### EXERCISE DESCRIPTION
Down to the last line, print the data that follows exactly, without its pictures.

### PROVIDED DATA
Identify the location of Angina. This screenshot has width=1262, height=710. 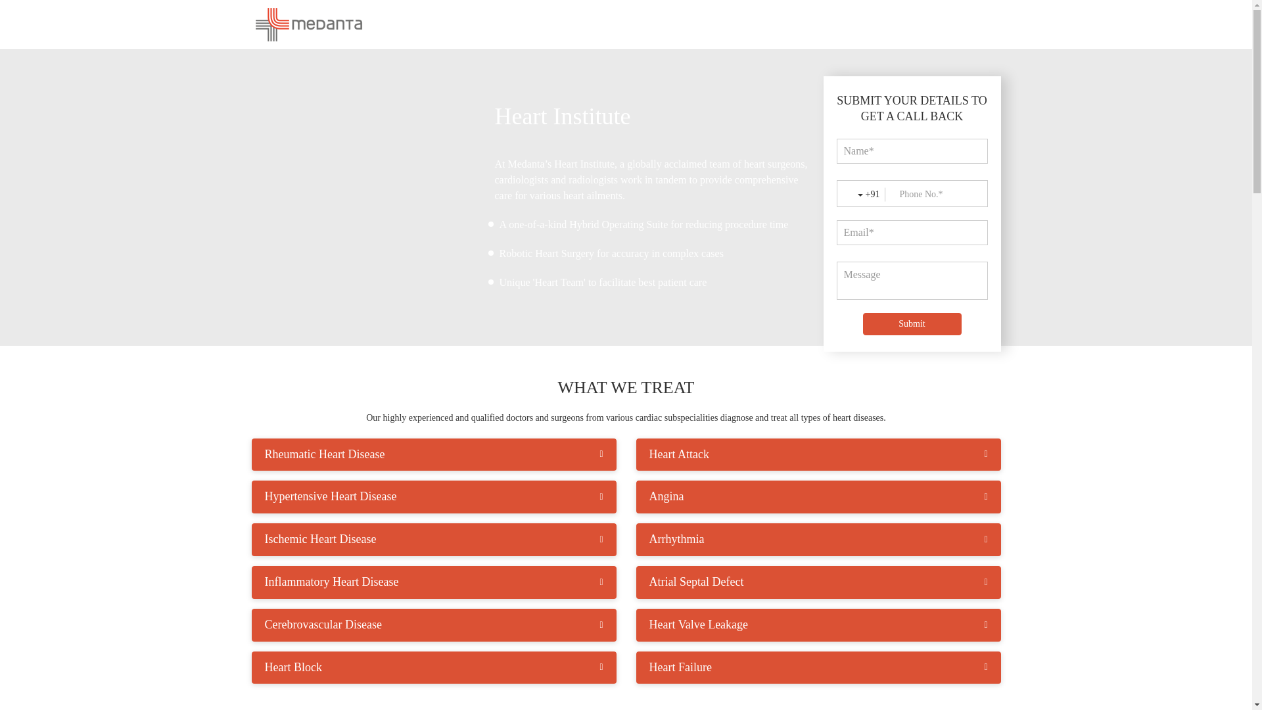
(819, 497).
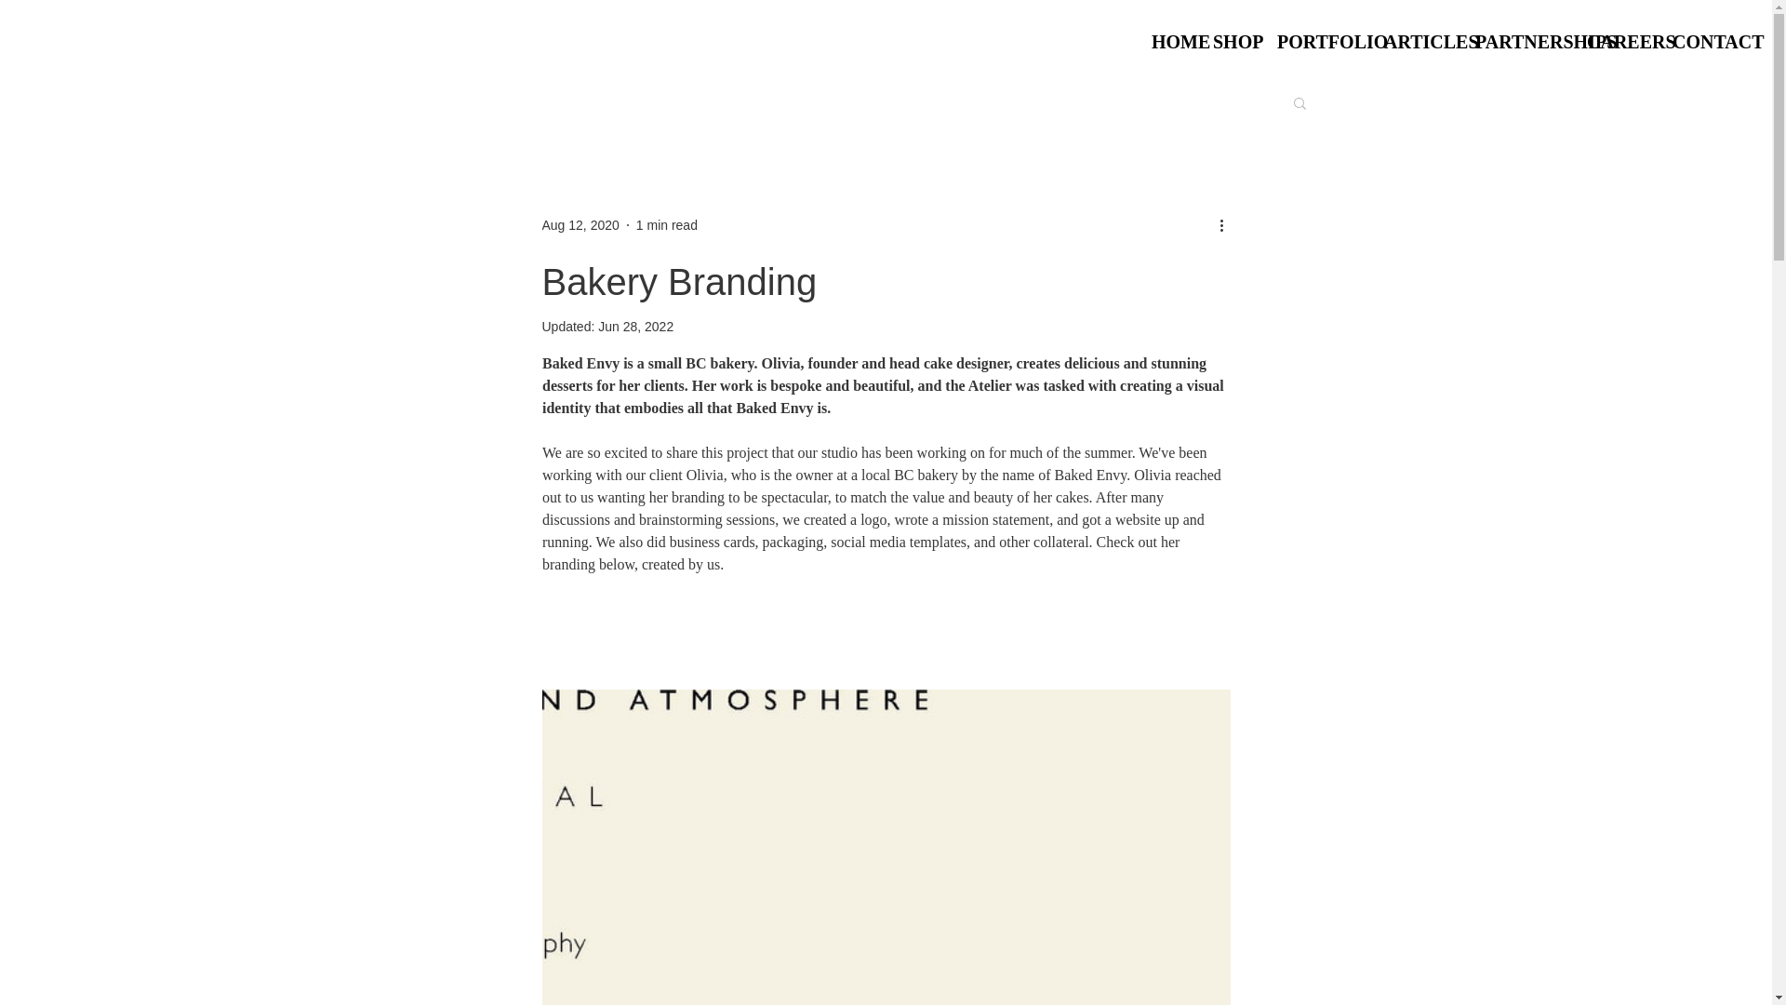 This screenshot has height=1005, width=1786. I want to click on ARTICLES, so click(1415, 42).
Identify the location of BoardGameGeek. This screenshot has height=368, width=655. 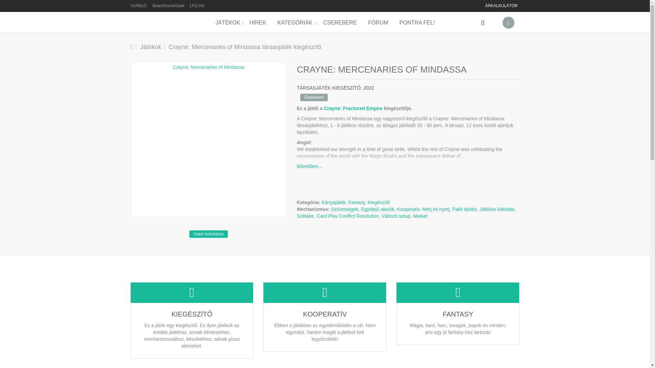
(169, 5).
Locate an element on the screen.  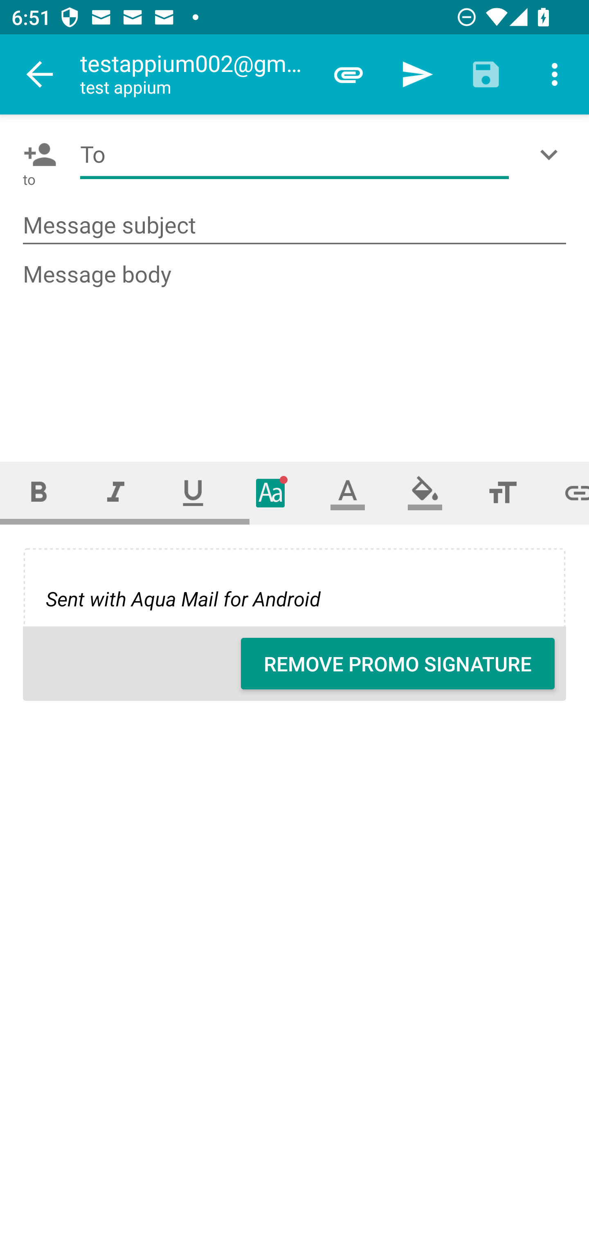
Underline is located at coordinates (193, 492).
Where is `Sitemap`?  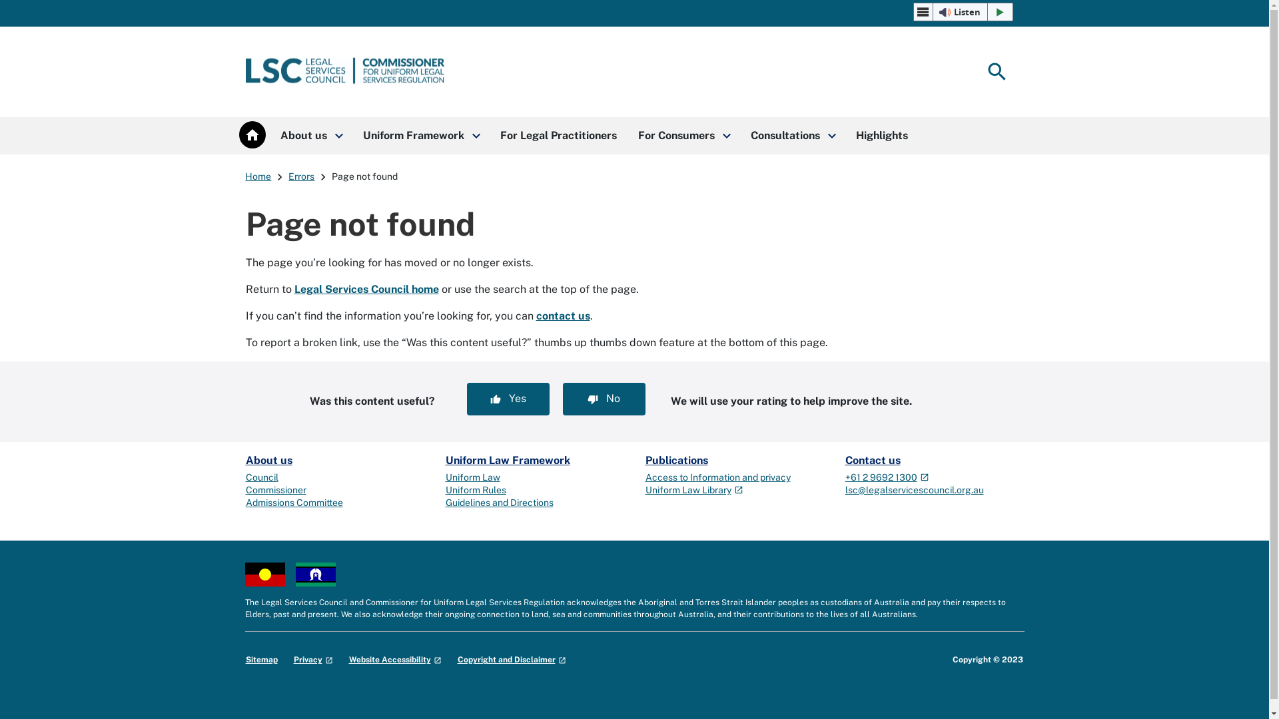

### EXPECTED ANSWER
Identify the location of Angina. This screenshot has width=1262, height=710. 
(819, 497).
 This screenshot has height=1005, width=1786. I want to click on ARTICLES, so click(1415, 42).
Identify the location of BoardGameGeek. This screenshot has height=368, width=655. 
(169, 5).
Locate an element on the screen.  
Underline is located at coordinates (193, 492).
Where is `Sitemap`?  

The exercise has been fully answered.